TapCellar — an App for Enjoying Beer

Maybe you’ve seen some of the postcards of beer I’ve been dropping on Twitter lately. They’re all from a new app I’m in love with – the beer journaler TapCellar.

Even though I didn’t know it, I’ve probably needed TapCellar for a long time. You see every few months, Dave comes over and we drink a few beers in a semi-organized way and listen to some hipster-ish indie music. Some of our standout nights have been a vertical tasting of Goose Island’s Bourbon County Brand Stout and a flight of Mikkeller’s Black Hole Barrel Aged Editions. And when Dave gets back from teaching in Ann Arbor each summer, we end-up with whatever oddball finds he brings back from Michigan breweries.

You’d think we take some notes. Just that we’d record our preferences. I mean I like to call myself a data scientist sometimes, but Dave is a real deal political methodologist.

Our lack of measurement is embarrassing.

And really, I’m the kind of guy that scrupulously rates every album in iTunes, rates every film in Netflix, but here I am not doing any job at all to keep track of what beer I’ve enjoyed. And I guess I figured I never would. Maybe I’d keep beer an activity free of my inner nerd.

Oh, was I wrong.

A couple months ago, Gabe Weatherhead, of Macdrifter and Technical Difficulties fame, invited me to join the beta test group for a new beer app he was working on. And I was blown away by what he and Jeff Hunsberger (the other half of the Gravity Well Group) had cooked up with their app TapCellar which bills itself as a premium beer journal app for iPhone.

With TapCellar, Gabe and Jeff have produced an app that invites learning about beer, rating beers, journaling your notes and saving with them any photographs. At the same time, TapCellar helps you maintain a shopping list of what you might want to try or buy next. It’s an incredibly thoughtful app with little details that stay out of your way, but still make it easy to do things like keep track of different vintages of the same beer or save a smart search.

One of my favorite details about the app isn’t so small, it’s how sensitive TapCellar is to user privacy. Gabe and Jeff realize that you might not want every beer you ever journal instantly broadcast to the world or stored in a database to be sold sooner or later to advertisers. Your behavior and your data remain your own.

Of course you can make those cute little postcards – or Mug Shots in TapCellar parlance – to share with friends by email.

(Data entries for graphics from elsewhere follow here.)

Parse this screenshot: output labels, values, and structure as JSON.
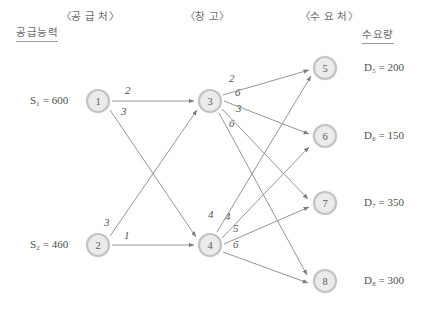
{
  "diagram": {
    "title_columns": {
      "supply_source": "〈공 급 처〉",
      "warehouse": "〈창   고〉",
      "demand_point": "〈수 요 처〉"
    },
    "column_headers": {
      "supply_capacity": "공급능력",
      "demand_quantity": "수요량"
    },
    "supply_nodes": [
      {
        "id": "1",
        "label": "1",
        "capacity_text": "600",
        "capacity_label": "S",
        "sub": "1",
        "x": 98,
        "y": 101
      },
      {
        "id": "2",
        "label": "2",
        "capacity_text": "460",
        "capacity_label": "S",
        "sub": "2",
        "x": 98,
        "y": 245
      }
    ],
    "warehouse_nodes": [
      {
        "id": "3",
        "label": "3",
        "x": 210,
        "y": 101
      },
      {
        "id": "4",
        "label": "4",
        "x": 210,
        "y": 245
      }
    ],
    "demand_nodes": [
      {
        "id": "5",
        "label": "5",
        "demand_label": "D",
        "sub": "5",
        "demand_text": "200",
        "x": 325,
        "y": 68
      },
      {
        "id": "6",
        "label": "6",
        "demand_label": "D",
        "sub": "6",
        "demand_text": "150",
        "x": 325,
        "y": 136
      },
      {
        "id": "7",
        "label": "7",
        "demand_label": "D",
        "sub": "7",
        "demand_text": "350",
        "x": 325,
        "y": 203
      },
      {
        "id": "8",
        "label": "8",
        "demand_label": "D",
        "sub": "8",
        "demand_text": "300",
        "x": 325,
        "y": 281
      }
    ],
    "supply_values": {
      "S1": "S₁ = 600",
      "S2": "S₂ = 460"
    },
    "demand_values": {
      "D5": "D₅ = 200",
      "D6": "D₆ = 150",
      "D7": "D₇ = 350",
      "D8": "D₈ = 300"
    },
    "edges": [
      {
        "from": "1",
        "to": "3",
        "cost": "2",
        "lx": 125,
        "ly": 93
      },
      {
        "from": "1",
        "to": "4",
        "cost": "3",
        "lx": 122,
        "ly": 114
      },
      {
        "from": "2",
        "to": "3",
        "cost": "3",
        "lx": 108,
        "ly": 226
      },
      {
        "from": "2",
        "to": "4",
        "cost": "1",
        "lx": 124,
        "ly": 238
      },
      {
        "from": "3",
        "to": "5",
        "cost": "2",
        "lx": 231,
        "ly": 81
      },
      {
        "from": "3",
        "to": "6",
        "cost": "6",
        "lx": 237,
        "ly": 95
      },
      {
        "from": "3",
        "to": "7",
        "cost": "3",
        "lx": 238,
        "ly": 111
      },
      {
        "from": "3",
        "to": "8",
        "cost": "6",
        "lx": 231,
        "ly": 126
      },
      {
        "from": "4",
        "to": "5",
        "cost": "4",
        "lx": 211,
        "ly": 218
      },
      {
        "from": "4",
        "to": "6",
        "cost": "4",
        "lx": 228,
        "ly": 220
      },
      {
        "from": "4",
        "to": "7",
        "cost": "5",
        "lx": 236,
        "ly": 232
      },
      {
        "from": "4",
        "to": "8",
        "cost": "6",
        "lx": 236,
        "ly": 247
      }
    ]
  },
  "colors": {
    "node_fill": "#ebebeb",
    "node_ring": "#c4c4c4",
    "edge": "#8a8a8a",
    "text": "#4f4f4f",
    "header_text": "#6b6b6b",
    "background": "#ffffff"
  }
}
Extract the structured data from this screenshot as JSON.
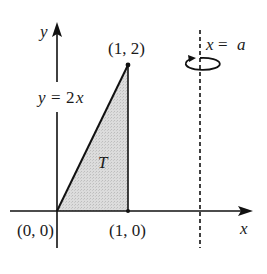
{
  "diagram": {
    "type": "region-of-revolution",
    "axes": {
      "x_label": "x",
      "y_label": "y"
    },
    "region": {
      "label": "T",
      "fill": "#d9d9d9",
      "vertices": [
        [
          0,
          0
        ],
        [
          1,
          0
        ],
        [
          1,
          2
        ]
      ]
    },
    "points": [
      {
        "label": "(0, 0)",
        "coord": [
          0,
          0
        ]
      },
      {
        "label": "(1, 0)",
        "coord": [
          1,
          0
        ]
      },
      {
        "label": "(1, 2)",
        "coord": [
          1,
          2
        ]
      }
    ],
    "curve_label": {
      "lhs": "y",
      "eq": "=",
      "rhs_num": "2",
      "rhs_var": "x"
    },
    "axis_of_rotation": {
      "lhs": "x",
      "eq": "=",
      "rhs": "a",
      "style": "dashed"
    },
    "colors": {
      "stroke": "#111111",
      "fill": "#d9d9d9",
      "background": "#ffffff"
    }
  }
}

They are also a great way to take the discussion out of the app (or the pub) and onto your favorite social networks too.

Earlier this week Gabe asked me if I wanted to contribute an endorsement to the TapCellar website. Here’s what I sent him:

I try to be thoughtful about what I drink, but I have a terrible memory. TapCellar helps me keep tabs on beers I’ve enjoyed, which ones I have at home, and a list for anytime I’m shopping for more. How did I live in Wisconsin for almost a decade without this app?

This is a great app that I think I will be enjoying much longer than the next pint of beer I drink, in-part because it will help me remember and enjoy that pint far into the future. If you’re the kind of person who ended up on my website, there’s a pretty good chance you’ll enjoy TapCellar far into the future too.

Go buy it on the App Store today.

P.S. Want to really geek out? Backup your database and dig into the database for the JSON file. It has all the data you’ve added to the app, including the grades. Collect the files from some of your friends and Go hop wild with R. I’m pretty sure that what Dave and I’ll be doing once we collect enough data which really isn’t an excuse to just drink a ton of beer except that it might be.

P.P.S. Gabe and Jeff also have a cool new podcast Nerds on Draft. Each episode they drink a couple of beers. They talk about the beers for a couple minutes and talk about whatever else the rest of the time. Check that out too. No app required.


UPDATE: In the interest of full disclosure, asoxial (that’s me!) was hired by The Gravity Well Group for a brief marketing consultation at the end of December, 2014. I stand behind this blog post unabashedly though.